CALM does not usually make headlines as it did over the weekend of April 17 and 18, when the newspapers reported the Los Angeles riot that didn't happen.

It was a welcome respite at the end of a week that for New Englanders at least seemed to be made up of one tragedy after another involving children and teenagers: In Massachusetts, a 16-year-old boy fatally stabbed in front of his friends in his high school classroom. Later, a popular middle school nurse shot to death by an intruder, just a few feet away from a roomful of children. The principal who wrested the gun from the suspect told reporters he knew the gunman wanted to get at the kids. Another teen

stabbed, though not fatally. And in nearby Rhode Island, the sad tale unfolds of a policeman held in the murder of three teenage boys and the wounding of a fourth.
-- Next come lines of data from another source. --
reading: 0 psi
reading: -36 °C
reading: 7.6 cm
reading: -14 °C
Local crime stories are not what this newspaper usually focuses on, but these people are in a broad sense our neighbors, and their sorrows make a claim upon our hearts. What could we say to comfort them? How do we build a society in which these things don't happen?

Experts trying to help make sense of it all identify some themes common to these separate episodes: excessive exposure to dehumanizing violence on television, not surprisingly, but also, economic uncertainty and family instability.
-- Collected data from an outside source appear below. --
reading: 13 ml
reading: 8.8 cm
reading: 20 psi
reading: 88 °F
Much was made in the news reports of the fact that these events took place not in the inner city but in white suburban schools. And yet the local economies are not good in these parts of New England. Unemployment is high; these are the generations that do not count on being able to exceed the living standards of their own parents. And a number of the young people involved in these cases, as victims or alleged victimizers, are products of what used to be known as "broken homes."

The two compacts on which lives are based - love and work - are being renegotiated in the late 20th century. The stable marriages that provide a secure environment in which children can grow up can no longer be taken for granted. Nor can the kinds of midlevel white-collar (forget about blue-collar!) jobs that could support a family comfortably be counted on - at least not for a whole working lifetime.
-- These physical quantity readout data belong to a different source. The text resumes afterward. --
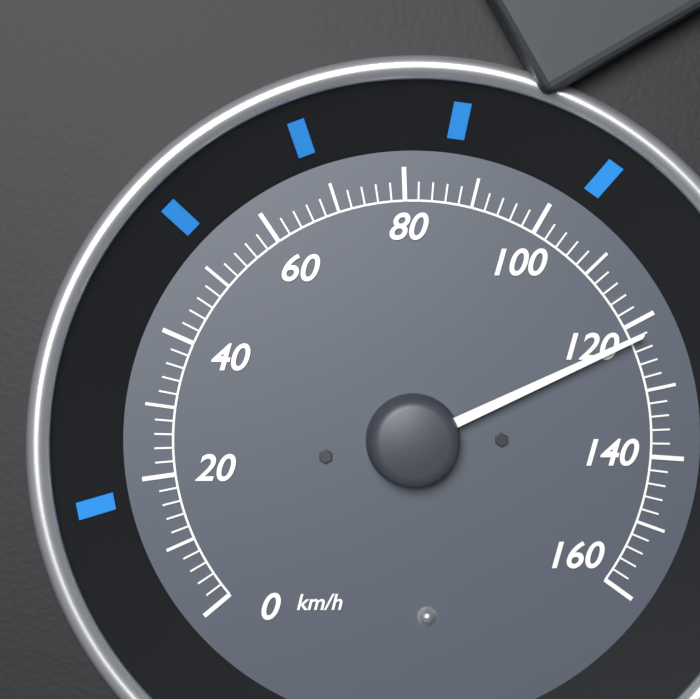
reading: 122 km/h
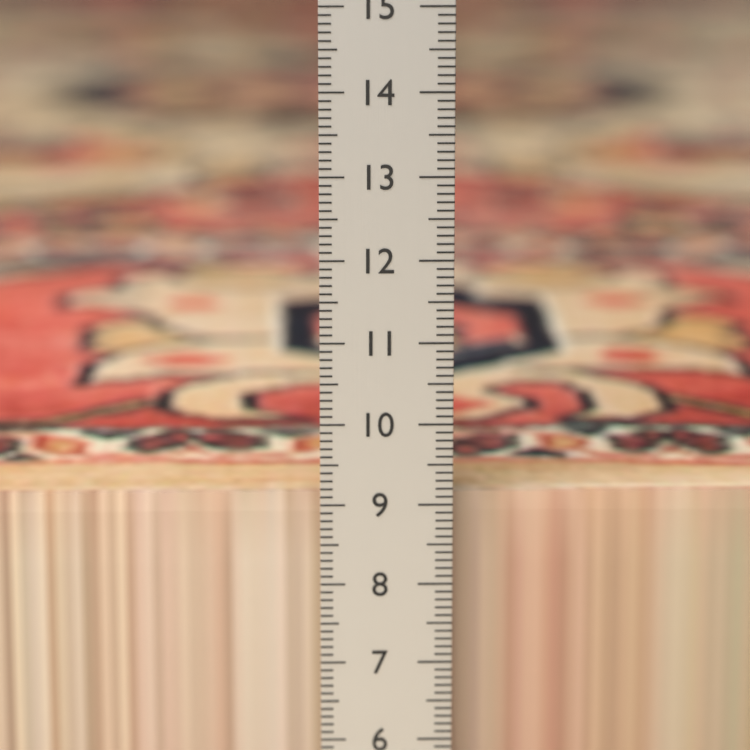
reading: 9.0 cm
Evolution in the workplace is inescapable - and it is certainly good for individuals to expand their skills and knowledge over their careers.

But in a society where, as the cliche goes, the only constant is change, those members of society who themselves seem to be change personified - that is, adolescents - are seen to be at particular risk. Too much may be expected of their proverbial youthful resilience. Caught in an awkward transition between childhood and adulthood, they may seem big enough to cause trouble, but too young to do much good. Their acute problems signal us to pay attention to the deeper problems going on beneath the surface.

What can we say to comfort them?

The media help create a common conversation within a community, almost a common stream of consciousness. Sad news travels so quickly we can all be depressed in minutes by a single report. But surely it can work the other way, too, that those in pain will feel the concern and support - indeed, the love and the prayers - of the millions who have heard of their plight.

In the shadow of thy wings will I make my refuge, until these calamities be overpast.